“Bye, Harley,” she said, giving me a quick wave over her shoulder before she danced lightly through the grass toward him.
“What about a kiss?” I called, but she didn’t even hear me over the sound of the chopper, and I felt a sudden spasm of jealousy as he gave me the merest nod of acknowledgement before his craggy face split into a huge grin at the sight of Lily-Mae.
Well, of course, who wouldn’t smile at her? She was like a little bottle of sunshine with all those strawberry-blonde curls and the light blue eyes with long lashes.
Leopold put both hands around my wife’s waist to lift her into the helicopter, and jealousy roared through me then.
I must not be as evolved as I had thought, because I didnotlike this.
Moving down the steps, I thought I might say a few words to them, just something casual like “for God’s sake be careful with my wife,” but Leopold clearly was in a hurry because before I even got there, the chopper was up and away, the air blast knocking me flat on my ass on the lawn.
The automatic sprinklers went off and the last thing I saw was Leopold looking down at me, raising a finger in salute in a goodbye that felt offensively smug.

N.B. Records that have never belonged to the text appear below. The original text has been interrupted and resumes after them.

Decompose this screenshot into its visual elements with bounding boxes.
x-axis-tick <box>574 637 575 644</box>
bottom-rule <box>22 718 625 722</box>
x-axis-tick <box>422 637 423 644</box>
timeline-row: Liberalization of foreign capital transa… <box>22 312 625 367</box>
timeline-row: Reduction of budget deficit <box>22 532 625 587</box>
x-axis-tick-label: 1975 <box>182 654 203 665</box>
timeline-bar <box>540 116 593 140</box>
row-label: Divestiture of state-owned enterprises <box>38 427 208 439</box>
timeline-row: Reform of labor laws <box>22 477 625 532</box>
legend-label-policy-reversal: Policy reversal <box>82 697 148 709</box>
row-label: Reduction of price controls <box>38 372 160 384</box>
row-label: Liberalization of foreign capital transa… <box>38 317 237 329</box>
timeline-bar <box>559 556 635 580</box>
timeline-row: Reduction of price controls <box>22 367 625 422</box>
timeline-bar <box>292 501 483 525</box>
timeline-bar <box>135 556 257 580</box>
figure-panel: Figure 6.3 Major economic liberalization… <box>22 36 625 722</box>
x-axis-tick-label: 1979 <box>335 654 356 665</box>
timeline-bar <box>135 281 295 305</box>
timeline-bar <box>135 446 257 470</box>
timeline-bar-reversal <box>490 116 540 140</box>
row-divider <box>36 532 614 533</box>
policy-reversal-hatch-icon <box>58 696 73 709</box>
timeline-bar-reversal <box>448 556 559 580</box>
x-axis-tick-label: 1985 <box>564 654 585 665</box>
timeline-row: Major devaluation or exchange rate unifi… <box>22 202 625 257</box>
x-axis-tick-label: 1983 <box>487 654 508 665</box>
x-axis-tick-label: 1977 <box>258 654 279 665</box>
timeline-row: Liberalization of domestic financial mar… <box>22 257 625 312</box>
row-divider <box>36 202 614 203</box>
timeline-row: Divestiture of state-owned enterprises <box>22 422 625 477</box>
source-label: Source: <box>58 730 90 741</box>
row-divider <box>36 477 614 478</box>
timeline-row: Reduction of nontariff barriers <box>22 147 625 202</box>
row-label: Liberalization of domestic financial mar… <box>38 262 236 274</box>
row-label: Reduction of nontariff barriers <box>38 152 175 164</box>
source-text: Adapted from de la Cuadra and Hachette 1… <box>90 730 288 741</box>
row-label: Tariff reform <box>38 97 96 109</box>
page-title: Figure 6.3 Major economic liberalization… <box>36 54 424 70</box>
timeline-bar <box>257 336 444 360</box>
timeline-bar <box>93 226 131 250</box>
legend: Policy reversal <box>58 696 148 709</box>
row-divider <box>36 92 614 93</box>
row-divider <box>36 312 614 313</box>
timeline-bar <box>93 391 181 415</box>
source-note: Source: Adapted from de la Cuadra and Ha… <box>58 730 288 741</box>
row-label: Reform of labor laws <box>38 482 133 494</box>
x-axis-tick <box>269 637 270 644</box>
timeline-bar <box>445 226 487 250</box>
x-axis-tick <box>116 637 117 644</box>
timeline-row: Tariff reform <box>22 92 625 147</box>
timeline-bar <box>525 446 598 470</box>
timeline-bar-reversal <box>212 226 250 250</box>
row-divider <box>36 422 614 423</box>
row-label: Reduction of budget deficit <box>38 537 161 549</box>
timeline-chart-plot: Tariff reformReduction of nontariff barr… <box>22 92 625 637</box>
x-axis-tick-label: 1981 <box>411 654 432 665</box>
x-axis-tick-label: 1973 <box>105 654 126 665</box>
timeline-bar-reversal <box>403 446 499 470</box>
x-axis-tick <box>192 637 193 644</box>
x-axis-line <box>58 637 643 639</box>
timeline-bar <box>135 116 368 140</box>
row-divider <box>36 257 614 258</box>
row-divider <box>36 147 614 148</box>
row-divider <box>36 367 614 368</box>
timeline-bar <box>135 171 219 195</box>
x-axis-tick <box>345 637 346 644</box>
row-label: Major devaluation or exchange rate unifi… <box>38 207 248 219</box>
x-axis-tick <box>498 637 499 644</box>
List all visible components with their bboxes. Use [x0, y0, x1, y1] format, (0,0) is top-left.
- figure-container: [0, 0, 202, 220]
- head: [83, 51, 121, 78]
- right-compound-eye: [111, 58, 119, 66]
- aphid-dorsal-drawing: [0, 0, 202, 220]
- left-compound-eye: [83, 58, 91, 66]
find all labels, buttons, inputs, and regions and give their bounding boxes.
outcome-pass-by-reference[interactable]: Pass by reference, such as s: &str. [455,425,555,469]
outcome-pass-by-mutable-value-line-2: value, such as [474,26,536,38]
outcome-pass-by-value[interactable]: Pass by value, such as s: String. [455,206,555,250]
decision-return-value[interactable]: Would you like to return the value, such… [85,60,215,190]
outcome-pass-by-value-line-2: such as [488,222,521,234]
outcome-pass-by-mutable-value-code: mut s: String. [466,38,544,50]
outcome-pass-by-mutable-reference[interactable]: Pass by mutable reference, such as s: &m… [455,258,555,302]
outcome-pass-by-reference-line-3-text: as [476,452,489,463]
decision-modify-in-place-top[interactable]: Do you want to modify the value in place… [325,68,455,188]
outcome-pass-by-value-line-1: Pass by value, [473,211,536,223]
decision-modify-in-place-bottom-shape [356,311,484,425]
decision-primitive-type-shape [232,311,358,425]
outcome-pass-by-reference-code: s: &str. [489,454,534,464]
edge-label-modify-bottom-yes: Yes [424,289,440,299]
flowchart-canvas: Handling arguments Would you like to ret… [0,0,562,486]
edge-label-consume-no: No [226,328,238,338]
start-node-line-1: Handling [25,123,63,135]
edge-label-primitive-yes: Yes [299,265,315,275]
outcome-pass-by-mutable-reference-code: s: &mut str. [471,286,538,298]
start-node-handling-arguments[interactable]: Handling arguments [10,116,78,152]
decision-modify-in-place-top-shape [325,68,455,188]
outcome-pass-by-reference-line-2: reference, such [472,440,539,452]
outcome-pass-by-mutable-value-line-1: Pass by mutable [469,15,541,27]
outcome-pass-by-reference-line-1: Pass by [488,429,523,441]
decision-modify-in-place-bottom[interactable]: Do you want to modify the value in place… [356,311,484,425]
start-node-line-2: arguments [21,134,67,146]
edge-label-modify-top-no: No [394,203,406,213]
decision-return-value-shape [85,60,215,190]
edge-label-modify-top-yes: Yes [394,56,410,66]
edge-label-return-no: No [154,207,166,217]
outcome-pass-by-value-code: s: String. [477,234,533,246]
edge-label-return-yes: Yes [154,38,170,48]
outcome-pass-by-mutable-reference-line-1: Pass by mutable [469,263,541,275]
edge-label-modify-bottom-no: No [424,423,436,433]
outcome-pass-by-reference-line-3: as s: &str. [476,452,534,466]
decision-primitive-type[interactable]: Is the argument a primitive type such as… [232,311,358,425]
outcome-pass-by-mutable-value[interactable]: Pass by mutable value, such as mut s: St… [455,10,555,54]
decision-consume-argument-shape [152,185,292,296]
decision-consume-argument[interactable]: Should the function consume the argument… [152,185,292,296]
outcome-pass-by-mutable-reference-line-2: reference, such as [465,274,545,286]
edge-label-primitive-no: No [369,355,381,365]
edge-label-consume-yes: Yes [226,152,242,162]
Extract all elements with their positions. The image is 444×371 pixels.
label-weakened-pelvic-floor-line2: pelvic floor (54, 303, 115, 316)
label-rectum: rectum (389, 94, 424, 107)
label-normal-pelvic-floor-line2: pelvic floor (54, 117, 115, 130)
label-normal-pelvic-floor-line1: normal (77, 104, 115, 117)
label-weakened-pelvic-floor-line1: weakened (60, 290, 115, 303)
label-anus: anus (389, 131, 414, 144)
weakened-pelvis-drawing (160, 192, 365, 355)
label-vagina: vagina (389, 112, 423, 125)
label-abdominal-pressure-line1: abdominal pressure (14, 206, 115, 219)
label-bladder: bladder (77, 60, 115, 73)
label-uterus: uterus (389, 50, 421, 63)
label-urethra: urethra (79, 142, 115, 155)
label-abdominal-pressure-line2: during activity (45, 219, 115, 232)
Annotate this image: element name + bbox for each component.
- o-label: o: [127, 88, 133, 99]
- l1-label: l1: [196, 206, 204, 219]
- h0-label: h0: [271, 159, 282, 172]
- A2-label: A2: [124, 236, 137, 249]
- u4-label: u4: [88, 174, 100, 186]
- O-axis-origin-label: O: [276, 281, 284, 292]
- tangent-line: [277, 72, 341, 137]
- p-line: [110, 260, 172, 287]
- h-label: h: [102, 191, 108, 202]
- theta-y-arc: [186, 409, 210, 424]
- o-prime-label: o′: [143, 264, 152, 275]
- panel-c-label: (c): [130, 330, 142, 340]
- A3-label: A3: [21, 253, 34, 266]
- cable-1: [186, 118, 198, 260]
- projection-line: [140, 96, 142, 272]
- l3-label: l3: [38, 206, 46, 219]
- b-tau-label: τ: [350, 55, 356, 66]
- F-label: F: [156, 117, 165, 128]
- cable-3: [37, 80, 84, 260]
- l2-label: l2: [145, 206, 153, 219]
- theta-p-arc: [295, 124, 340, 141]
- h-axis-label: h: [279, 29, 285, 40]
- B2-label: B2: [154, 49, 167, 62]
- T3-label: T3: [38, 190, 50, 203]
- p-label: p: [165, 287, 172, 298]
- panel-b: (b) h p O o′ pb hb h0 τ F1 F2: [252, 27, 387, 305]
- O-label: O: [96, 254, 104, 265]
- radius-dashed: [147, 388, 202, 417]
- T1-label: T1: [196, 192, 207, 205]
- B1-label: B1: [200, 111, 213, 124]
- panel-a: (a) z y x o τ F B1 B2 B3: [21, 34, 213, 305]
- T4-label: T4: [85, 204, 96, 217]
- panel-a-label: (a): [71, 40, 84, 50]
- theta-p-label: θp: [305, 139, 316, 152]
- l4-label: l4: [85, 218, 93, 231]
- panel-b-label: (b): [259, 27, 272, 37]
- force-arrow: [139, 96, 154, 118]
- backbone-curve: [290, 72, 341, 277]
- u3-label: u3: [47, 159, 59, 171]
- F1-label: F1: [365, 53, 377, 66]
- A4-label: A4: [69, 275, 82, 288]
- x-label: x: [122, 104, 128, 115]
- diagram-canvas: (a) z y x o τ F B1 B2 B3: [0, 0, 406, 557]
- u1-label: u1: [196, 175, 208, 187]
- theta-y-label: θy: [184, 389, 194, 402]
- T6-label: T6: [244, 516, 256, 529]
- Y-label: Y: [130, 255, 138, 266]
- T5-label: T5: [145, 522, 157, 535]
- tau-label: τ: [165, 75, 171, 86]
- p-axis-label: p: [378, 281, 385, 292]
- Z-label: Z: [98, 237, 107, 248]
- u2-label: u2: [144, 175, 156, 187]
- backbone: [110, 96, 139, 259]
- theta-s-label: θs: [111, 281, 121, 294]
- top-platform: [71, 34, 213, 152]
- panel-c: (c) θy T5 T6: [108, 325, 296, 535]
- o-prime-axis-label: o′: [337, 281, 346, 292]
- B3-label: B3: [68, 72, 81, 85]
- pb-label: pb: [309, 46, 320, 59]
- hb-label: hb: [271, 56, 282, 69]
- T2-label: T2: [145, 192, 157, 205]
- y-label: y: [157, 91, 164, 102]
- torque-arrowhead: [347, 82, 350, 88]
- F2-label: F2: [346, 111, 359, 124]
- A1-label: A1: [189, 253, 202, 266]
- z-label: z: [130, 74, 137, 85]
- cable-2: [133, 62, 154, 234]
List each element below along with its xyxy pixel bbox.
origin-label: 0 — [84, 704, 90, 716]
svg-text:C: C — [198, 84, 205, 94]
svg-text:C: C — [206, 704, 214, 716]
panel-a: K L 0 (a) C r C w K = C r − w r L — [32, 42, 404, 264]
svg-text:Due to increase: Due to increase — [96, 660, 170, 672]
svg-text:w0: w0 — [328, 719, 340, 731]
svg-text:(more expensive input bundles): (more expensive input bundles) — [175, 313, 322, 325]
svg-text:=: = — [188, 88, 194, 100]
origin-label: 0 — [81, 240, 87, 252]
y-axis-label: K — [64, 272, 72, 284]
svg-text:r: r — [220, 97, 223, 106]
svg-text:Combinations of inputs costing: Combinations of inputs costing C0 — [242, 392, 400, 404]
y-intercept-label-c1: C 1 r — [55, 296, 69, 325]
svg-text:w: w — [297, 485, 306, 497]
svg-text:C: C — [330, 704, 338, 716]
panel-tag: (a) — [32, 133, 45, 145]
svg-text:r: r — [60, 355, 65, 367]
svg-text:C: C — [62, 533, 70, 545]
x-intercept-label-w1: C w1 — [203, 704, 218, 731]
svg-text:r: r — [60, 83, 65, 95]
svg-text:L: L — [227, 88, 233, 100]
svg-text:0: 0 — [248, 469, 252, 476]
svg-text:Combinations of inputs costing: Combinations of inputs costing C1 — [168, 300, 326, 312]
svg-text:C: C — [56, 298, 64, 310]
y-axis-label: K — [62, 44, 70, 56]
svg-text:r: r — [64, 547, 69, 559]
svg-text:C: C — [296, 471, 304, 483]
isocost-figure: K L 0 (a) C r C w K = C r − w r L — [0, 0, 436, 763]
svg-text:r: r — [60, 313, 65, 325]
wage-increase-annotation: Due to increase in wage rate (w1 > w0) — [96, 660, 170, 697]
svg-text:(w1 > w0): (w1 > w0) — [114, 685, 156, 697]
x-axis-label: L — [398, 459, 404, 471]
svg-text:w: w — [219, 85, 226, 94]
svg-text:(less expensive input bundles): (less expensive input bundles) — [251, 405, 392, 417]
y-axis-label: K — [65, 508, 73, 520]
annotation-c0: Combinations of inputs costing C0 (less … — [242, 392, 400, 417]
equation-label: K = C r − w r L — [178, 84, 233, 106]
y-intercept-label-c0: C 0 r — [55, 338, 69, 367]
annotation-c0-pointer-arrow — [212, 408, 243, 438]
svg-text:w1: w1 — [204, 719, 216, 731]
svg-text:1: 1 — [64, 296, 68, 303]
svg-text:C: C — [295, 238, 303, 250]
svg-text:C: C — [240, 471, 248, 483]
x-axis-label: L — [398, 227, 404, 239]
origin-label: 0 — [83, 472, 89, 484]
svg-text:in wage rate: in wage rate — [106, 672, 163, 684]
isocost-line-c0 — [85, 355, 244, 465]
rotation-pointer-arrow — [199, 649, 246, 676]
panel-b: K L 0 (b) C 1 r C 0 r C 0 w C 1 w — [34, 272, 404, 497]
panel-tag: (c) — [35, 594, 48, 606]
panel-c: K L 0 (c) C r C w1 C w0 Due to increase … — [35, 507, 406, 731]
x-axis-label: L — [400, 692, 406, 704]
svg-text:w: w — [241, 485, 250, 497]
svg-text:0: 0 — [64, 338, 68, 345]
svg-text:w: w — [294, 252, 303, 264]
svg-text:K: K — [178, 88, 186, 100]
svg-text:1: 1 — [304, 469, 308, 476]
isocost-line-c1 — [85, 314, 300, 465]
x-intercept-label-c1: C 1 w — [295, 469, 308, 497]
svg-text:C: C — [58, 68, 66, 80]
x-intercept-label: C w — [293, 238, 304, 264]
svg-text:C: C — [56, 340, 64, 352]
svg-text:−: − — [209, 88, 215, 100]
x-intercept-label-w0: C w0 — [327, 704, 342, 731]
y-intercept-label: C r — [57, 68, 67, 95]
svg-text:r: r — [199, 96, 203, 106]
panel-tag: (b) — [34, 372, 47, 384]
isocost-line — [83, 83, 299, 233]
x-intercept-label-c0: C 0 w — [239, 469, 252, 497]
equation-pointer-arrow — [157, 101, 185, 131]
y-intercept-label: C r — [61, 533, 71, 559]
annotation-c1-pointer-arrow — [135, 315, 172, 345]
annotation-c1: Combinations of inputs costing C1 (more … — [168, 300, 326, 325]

I had never seen the old bastard smile like that a day in my life.
He was a notorious hard-ass and tough businessman, so what was he doing with my warm, bubbly wife?
As I picked myself up in my wet pajama pants, I tried to get my mind right.
It was good for us to have new experiences.
Right?
This was what this whole open marriage had been about.
Us dating new people.
Right?
Then the contents of my stomach suddenly heaved, and I bent over the bushes and threw up my supper as the chopper scythed gaily away into the night sky.
What had I done?
CHAPTER 8
Lily-Mae
“Where are we going?” I asked breathlessly.
There was something undeniably sexy in how Leopold piloted this helicopter into the air, my initial white-knuckled fear soon gone in my excitement over how high we flew over Santa Rosa and the bay beyond.
“I thought you might like a bite of sushi. . . up in the stars,” he said through our matching headsets.
“Up in the stars?” I wondered, but he only grinned that gleaming smile at me.
“You’ll see.”
It was an unfamiliar, and naughty sensation, to feel a prickle of heat between us as Leopold carefully brought us down onto a heli-pad on top of a skyscraper.
He hopped out and came around to my side, taking my hand and helping me carefully out.
Once again, the feeling of our hands connecting, even for a few seconds, was electric, and I shivered in the cool September night air.
Leopold led me toward the shiny building, his hands just skimming my waist, then he raised his arm high.
“If you’re brave enough,” he said. “It’s up top.”
I looked past all the attendants in tuxedos to see a series of handholds up the shiny building, barely visible in the night sky.